Lightmark exclaimed petulantly at this:
“Haven’t we discussed it all before? Haven’t you questioned me beyond all limits? Haven’t you said that you believed me? And what a time——”
“Yes, I have asked you before. Is it my fault that you have lied? Is it my fault that you have made it possible for—for someone else to prove to me, to-night, that you have deceived me? The time is not of my making. But now, I must have the truth; it is the only reparation, the last thing I shall ask of you!”
“You must be mad!” he stammered, his self-possession deserting him; “you don’t know—you have no right to speak to me like this. You don’t understand these things; you must let me judge for you——”
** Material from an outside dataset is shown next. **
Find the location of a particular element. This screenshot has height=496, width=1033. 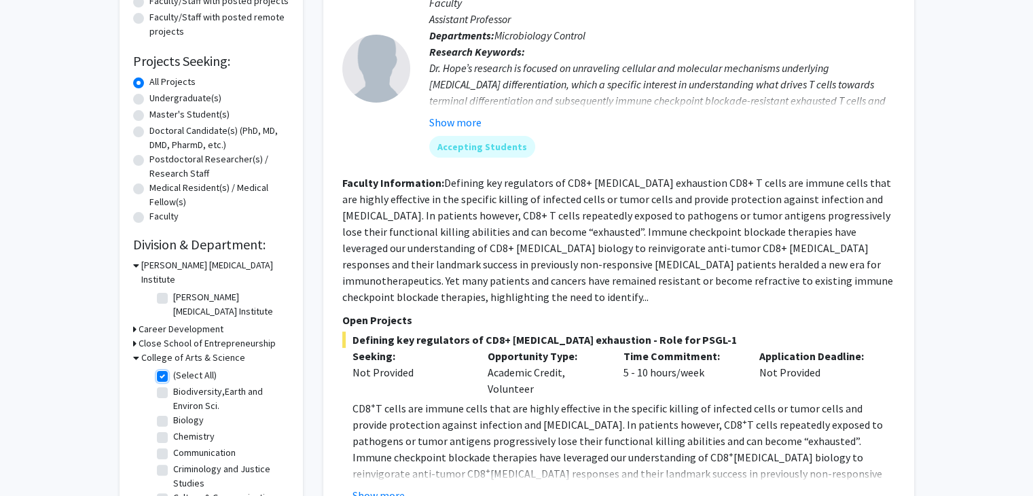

“The only thing I understand clearly is that you have blackened another man’s—your friend’s—memory. Isn’t that enough? Can you deny that you have allowed him to bear your shame? I know now that he was innocent; I insist that you shall tell me the rest!”
“The rest!” he repeated impatiently, shifting his attitude. “I won’t submit to this cross-examination! I have explained it all before; I decline to say any more!”
“Then you cling to your lie?”
“Lie? Pray, don’t be so sensational; you talk like the heroine of a fifth-rate drama! Who has put such a mad idea into your head? Let me warn you that there are limits to my patience!”
“I will tell you, if you will come with me and deny it to his face—if you will refute his proofs.”
“Proofs! You have no right to ask such a thing! I tell you, I have acted for the best. Why should you believe the first comer rather than me?”
“Why? You can ask why!” she interposed.
“Let me beg of you to come back with me to our guests; we shall be missed—people will talk!”
Eve shrugged her shoulders defiantly, ironically.
“You prevaricate; you won’t, you can’t be candid! There is only one other man who can tell me the truth—you make it necessary, I must go to him.”
Lightmark clenched his hand viciously upon the handle of the door.
“I decline to discuss this damnable folly any longer; if you won’t come with me I shall go alone; I shall say that you are ill—really, I think you must be!”
“Go by all means!” she replied indifferently, “but tell me first, where can I find Mr. Oswyn?”
He paused, gazing at her blankly.
“Oswyn?”
“Yes. The man who is not afraid to denounce you. If you won’t enlighten me, if you won’t clear your—your friend’s memory—it may be at the expense of your own—perhaps he will.”